HONOLULU — The remote and rugged terrain on the Hawaiian island of Kauai where a sightseeing helicopter crashed, killing all seven people aboard, could make it difficult or even impossible to piece together what led to the wreck.
Federal investigators who arrived Sunday are calling the inaccessible area of steep cliffs and thick jungle canopies one of the most challenging crash sites they have seen.
Getting a team to the actual site was proving to be one of the initial challenges, National Transportation Safety Board spokesman Eric Weiss said Monday.
“The logistics of this particular site are very challenging, even by NTSB standards,” Weiss said. “I can’t exaggerate the difficulty of the terrain.”
Before the helicopter crashed on a mountaintop Thursday, it was set to tour the rugged Na Pali Coast, the picturesque and remote northern shoreline of Kauai that was featured in the film “Jurassic Park.”
The copter apparently struck a cliff face before falling 50 to 100 yards about a 1 mile inland, Kauai fire Battalion Chief Solomon Konoho told the Honolulu Star-Advertiser.
The team of investigators from Alaska and Washington state planned to fly over the crash site in a helicopter Monday.
Sometimes it’s been impossible for investigators to reach wrecks.
The NTSB couldn’t determine why an Alaska sightseeing airplane crashed into a mountain in Denali National Park in 2018, killing a pilot and four passengers from Poland, because it couldn’t reach the wreckage. The plane crashed on a near-vertical mountainside covered by snow and ice and later got buried when a glacier split apart.
In Hawaii, federal investigators have started their work remotely even if they can’t get to the Kauai site, Weiss said, including studying the fast-changing weather.
National Weather Service meteorologist Gavin Shigesato said the agency was not releasing information on Thursday’s weather conditions on Kauai.
“We’re going to hold off an any comments at this time just for the NTSB to do their investigation,” he said. “In that mountainous terrain, there are not a lot of observations that can be taken, but we’ll leave that up to the incident report of the NTSB.”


WHAT YOU NEED TO DO: Return the lines below in which the string "Running" occurs.

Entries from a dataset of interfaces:

--------

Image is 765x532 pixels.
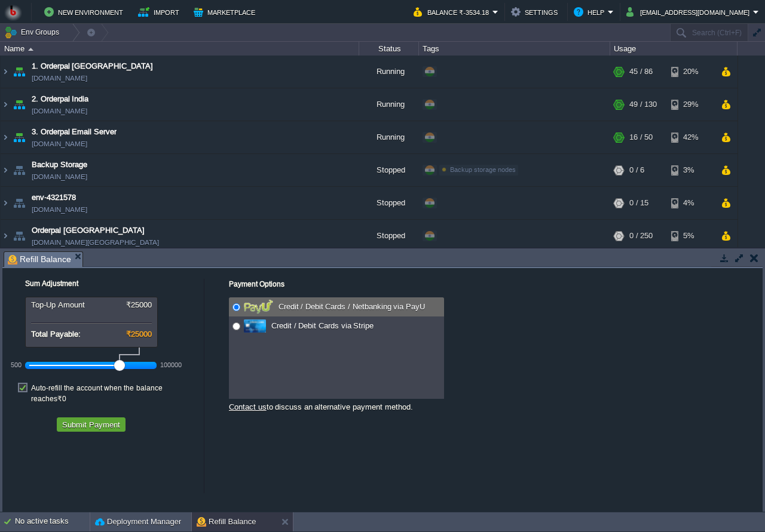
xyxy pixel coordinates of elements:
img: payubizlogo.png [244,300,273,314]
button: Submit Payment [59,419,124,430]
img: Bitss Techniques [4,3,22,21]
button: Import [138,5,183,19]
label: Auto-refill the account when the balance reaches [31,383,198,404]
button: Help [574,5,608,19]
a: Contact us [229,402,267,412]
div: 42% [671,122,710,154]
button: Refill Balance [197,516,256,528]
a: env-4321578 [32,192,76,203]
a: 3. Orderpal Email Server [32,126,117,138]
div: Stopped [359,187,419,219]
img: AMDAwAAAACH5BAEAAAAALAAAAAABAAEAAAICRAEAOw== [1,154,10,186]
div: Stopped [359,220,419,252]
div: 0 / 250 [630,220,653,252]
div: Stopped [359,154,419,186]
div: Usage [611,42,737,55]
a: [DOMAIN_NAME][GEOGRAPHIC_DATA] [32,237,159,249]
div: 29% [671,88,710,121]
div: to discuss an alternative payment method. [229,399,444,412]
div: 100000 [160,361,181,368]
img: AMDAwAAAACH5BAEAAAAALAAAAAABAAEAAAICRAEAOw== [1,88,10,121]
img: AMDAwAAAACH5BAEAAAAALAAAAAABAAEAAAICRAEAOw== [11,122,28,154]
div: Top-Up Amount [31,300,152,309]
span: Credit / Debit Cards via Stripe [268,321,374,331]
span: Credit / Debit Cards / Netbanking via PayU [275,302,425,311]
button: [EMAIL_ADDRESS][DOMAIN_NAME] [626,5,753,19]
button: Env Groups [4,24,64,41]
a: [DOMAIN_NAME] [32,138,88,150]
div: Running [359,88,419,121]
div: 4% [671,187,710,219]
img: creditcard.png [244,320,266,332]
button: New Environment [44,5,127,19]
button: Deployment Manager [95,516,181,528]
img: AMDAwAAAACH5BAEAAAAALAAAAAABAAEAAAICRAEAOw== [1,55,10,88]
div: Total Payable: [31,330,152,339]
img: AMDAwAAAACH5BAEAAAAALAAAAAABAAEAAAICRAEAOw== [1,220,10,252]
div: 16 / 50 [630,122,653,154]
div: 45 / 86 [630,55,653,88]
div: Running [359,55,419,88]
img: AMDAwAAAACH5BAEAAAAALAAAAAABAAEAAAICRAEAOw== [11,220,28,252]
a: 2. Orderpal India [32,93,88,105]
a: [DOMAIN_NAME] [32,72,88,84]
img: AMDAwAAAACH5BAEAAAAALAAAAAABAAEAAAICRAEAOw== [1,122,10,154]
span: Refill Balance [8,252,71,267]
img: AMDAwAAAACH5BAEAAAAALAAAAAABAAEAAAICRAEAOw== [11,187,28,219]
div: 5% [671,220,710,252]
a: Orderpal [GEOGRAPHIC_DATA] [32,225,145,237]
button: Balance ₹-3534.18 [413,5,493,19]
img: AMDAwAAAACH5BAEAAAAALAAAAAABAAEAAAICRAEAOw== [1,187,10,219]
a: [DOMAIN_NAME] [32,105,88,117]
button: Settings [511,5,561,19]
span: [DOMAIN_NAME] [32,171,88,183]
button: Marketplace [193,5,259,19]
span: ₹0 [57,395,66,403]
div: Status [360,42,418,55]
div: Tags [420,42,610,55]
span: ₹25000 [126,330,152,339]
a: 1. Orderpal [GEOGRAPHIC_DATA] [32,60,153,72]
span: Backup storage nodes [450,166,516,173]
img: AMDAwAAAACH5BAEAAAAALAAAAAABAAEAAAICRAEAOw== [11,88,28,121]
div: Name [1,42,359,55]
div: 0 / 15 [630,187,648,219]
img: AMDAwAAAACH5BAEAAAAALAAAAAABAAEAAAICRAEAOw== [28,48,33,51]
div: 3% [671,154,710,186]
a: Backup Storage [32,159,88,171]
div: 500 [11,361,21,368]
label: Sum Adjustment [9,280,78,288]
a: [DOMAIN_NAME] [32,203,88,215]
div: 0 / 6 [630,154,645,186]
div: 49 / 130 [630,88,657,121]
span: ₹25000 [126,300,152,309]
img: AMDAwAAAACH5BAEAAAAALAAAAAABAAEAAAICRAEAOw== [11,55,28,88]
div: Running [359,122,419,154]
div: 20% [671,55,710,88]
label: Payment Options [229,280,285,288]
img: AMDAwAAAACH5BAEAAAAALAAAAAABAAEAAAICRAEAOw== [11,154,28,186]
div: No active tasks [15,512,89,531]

--------

TASK SOLUTION:
div: Running [359,88,419,121]
div: Running [359,55,419,88]
div: Running [359,122,419,154]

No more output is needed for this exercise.